The varied wondrous works by Paris-born, Brooklyn-based artist Jacques Louis Vidal at NYC’s Real Pain outpost explore the imperfection of materiality and technology. Within Vidal’s solo show Dead End Jobs That Kill (on now through 10 October), these sculptures and wall-hung pieces incorporate everything from coated plywood to cut paper and PLA plastic; some processes behind the work demonstrate evidence of Vidal’s hands, others are born from 3D printing. A sense of offbeat whimsy emanates from each piece, whether it’s figurative or abstract—and altogether the works provoke viewers to ponder each and every decision that went into their creation. Perhaps unsurprisingly, Vidal’s intention behind it all is deeply considered and adheres to its own imaginative logic, as well.

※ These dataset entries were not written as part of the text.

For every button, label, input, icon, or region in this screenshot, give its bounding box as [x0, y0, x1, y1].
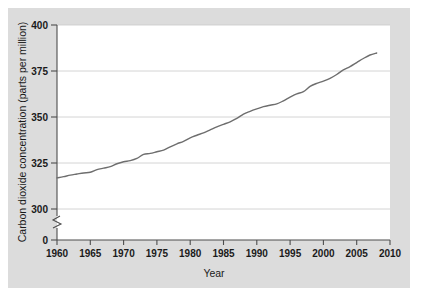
ytick-label-350: 350 [31, 112, 48, 123]
xtick-label-2005: 2005 [346, 248, 369, 259]
y-axis-title: Carbon dioxide concentration (parts per … [16, 22, 28, 243]
y-axis-ticks [51, 25, 57, 240]
xtick-label-1970: 1970 [112, 248, 135, 259]
xtick-label-1995: 1995 [279, 248, 302, 259]
ytick-label-0: 0 [42, 235, 48, 246]
x-axis-tick-labels: 1960 1965 1970 1975 1980 1985 1990 1995 … [46, 248, 402, 259]
xtick-label-2010: 2010 [379, 248, 402, 259]
co2-line-chart: 400 375 350 325 300 0 1960 1965 1970 [0, 0, 421, 301]
xtick-label-1985: 1985 [212, 248, 235, 259]
x-axis-ticks [57, 240, 390, 245]
ytick-label-375: 375 [31, 66, 48, 77]
xtick-label-2000: 2000 [312, 248, 335, 259]
ytick-label-400: 400 [31, 20, 48, 31]
xtick-label-1960: 1960 [46, 248, 69, 259]
xtick-label-1975: 1975 [146, 248, 169, 259]
xtick-label-1990: 1990 [246, 248, 269, 259]
figure-container: 400 375 350 325 300 0 1960 1965 1970 [0, 0, 421, 301]
xtick-label-1965: 1965 [79, 248, 102, 259]
xtick-label-1980: 1980 [179, 248, 202, 259]
plot-area-background [57, 25, 390, 240]
y-axis-tick-labels: 400 375 350 325 300 0 [31, 20, 48, 246]
ytick-label-325: 325 [31, 158, 48, 169]
ytick-label-300: 300 [31, 204, 48, 215]
x-axis-title: Year [203, 267, 225, 279]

The show’s very title is the first entry-point in to Vidal’s vision. It “is a rejected title for a reality TV show about hard jobs,” Vidal tells us. “The exhibition attempts to illustrate ways that a line or body or material is forced to move in the interest of a larger vision or structure.” For instance, he explains, “A narrativized version of this might go something like this: an employee at a job is forced to work repetitively at a speed which alters their bone structure over several years, so they can no longer walk without pain. Now unemployed, they develop more upper body strength in their free time, and also take a coding bootcamp in order to change careers toward UX design. Now they are a coder with extra dexterous hands meeting another coder online with extra good hands, and producing a child coder with super-human dexterity.”

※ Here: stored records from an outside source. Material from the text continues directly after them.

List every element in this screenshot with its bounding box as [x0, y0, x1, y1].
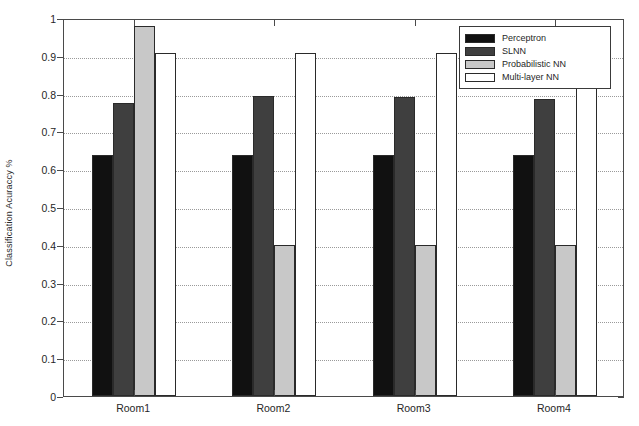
x-axis-tick-mark-top: [415, 20, 416, 26]
bar-room4-perceptron: [513, 155, 534, 396]
legend-swatch-icon: [465, 34, 495, 43]
x-axis-tick-mark-top: [134, 20, 135, 26]
x-axis-tick-mark: [274, 390, 275, 396]
x-axis-label-room1: Room1: [116, 402, 150, 414]
y-axis-tick-label: 0.9: [22, 51, 56, 63]
x-axis-tick-mark-top: [274, 20, 275, 26]
legend-item-perceptron: Perceptron: [465, 32, 605, 44]
y-axis-tick-label: 0.1: [22, 353, 56, 365]
bar-room4-probabilistic-nn: [555, 245, 576, 396]
bar-room2-slnn: [253, 96, 274, 397]
chart-legend: PerceptronSLNNProbabilistic NNMulti-laye…: [459, 26, 611, 89]
legend-swatch-icon: [465, 47, 495, 56]
bar-room1-multi-layer-nn: [155, 53, 176, 396]
y-axis-tick-label: 1: [22, 13, 56, 25]
legend-swatch-icon: [465, 60, 495, 69]
y-axis-tick-label: 0.3: [22, 278, 56, 290]
legend-label: Multi-layer NN: [502, 72, 559, 82]
x-axis-label-room3: Room3: [397, 402, 431, 414]
y-axis-tick-mark-right: [618, 397, 624, 398]
x-axis-label-room4: Room4: [537, 402, 571, 414]
legend-label: Perceptron: [502, 33, 546, 43]
bar-room4-multi-layer-nn: [576, 53, 597, 396]
x-axis-tick-mark: [555, 390, 556, 396]
y-axis-tick-label: 0.2: [22, 315, 56, 327]
y-axis-tick-label: 0: [22, 391, 56, 403]
bar-room1-probabilistic-nn: [134, 26, 155, 396]
bar-room1-slnn: [113, 103, 134, 396]
bar-room2-perceptron: [232, 155, 253, 396]
x-axis-tick-mark: [134, 390, 135, 396]
legend-swatch-icon: [465, 73, 495, 82]
bar-room2-multi-layer-nn: [295, 53, 316, 396]
y-axis-title: Classification Acuraccy %: [0, 0, 18, 426]
y-axis-tick-label: 0.6: [22, 164, 56, 176]
legend-item-multi-layer-nn: Multi-layer NN: [465, 71, 605, 83]
x-axis-tick-mark: [415, 390, 416, 396]
legend-item-probabilistic-nn: Probabilistic NN: [465, 58, 605, 70]
y-axis-tick-label: 0.5: [22, 202, 56, 214]
legend-label: SLNN: [502, 46, 526, 56]
bar-room3-probabilistic-nn: [415, 245, 436, 396]
y-axis-tick-label: 0.8: [22, 89, 56, 101]
bar-chart-figure: Classification Acuraccy % 00.10.20.30.40…: [0, 0, 639, 426]
legend-item-slnn: SLNN: [465, 45, 605, 57]
bar-room3-multi-layer-nn: [436, 53, 457, 396]
bar-room1-perceptron: [92, 155, 113, 396]
legend-label: Probabilistic NN: [502, 59, 566, 69]
x-axis-label-room2: Room2: [256, 402, 290, 414]
y-axis-tick-mark: [57, 397, 63, 398]
y-axis-tick-label: 0.7: [22, 126, 56, 138]
bar-room4-slnn: [534, 99, 555, 396]
bar-room3-slnn: [394, 97, 415, 396]
bar-room2-probabilistic-nn: [274, 245, 295, 396]
bar-room3-perceptron: [373, 155, 394, 396]
y-axis-tick-label: 0.4: [22, 240, 56, 252]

“That child is a student learning a certain set of ethics because they are part of a school which promotes those ethics and—having learned them—going out into the world and enacting those ethics in a political dimension upon other people,” he continues. “Then a soldier or policeman subjects their own body and other people’s bodies to enforcing these proposed laws that satisfy those ethics. Now, thoroughly policed and sanitized, that society has become a model of those ethics in action toward a nice living style. Within that society an artist is given carte blanche to move freely between politics, comedy, religion, drug addiction and science and present the whole lifestyle as a metaphor for constraint.”

Observations of chaos and imperfection in the work offer insight, as well—as does the use of 3D printing. “3D printing as a metaphor is a failed blip of 2010s utopia,” Vidal says. “It will never be more than that, sadly, but that’s probably good. As a technology, it is older than most people assume. It is, at its most basic, drawings made out of plastic piled on top of one another thousands and thousands of times, which is so hilariously dumb and miraculous,” the artist says.

“As mass-marketed tech, it emerged ironically from the expiration of military patents over the last 20 years,” Vidal says. “I find that things that are 3D printed do not fully know what they are, as we also don’t know what they are. They are full of contradictions: exact yet inherently error prone, sterile and yet nasty, and they are very human like art is. It’s useful as a kind of lost metaphor now, and that is useful to me—it’s miraculous.” In many ways, a miraculous life, albeit an unreal iteration, runs through all Vidal’s works in the exhibition, making them something more than sculptures.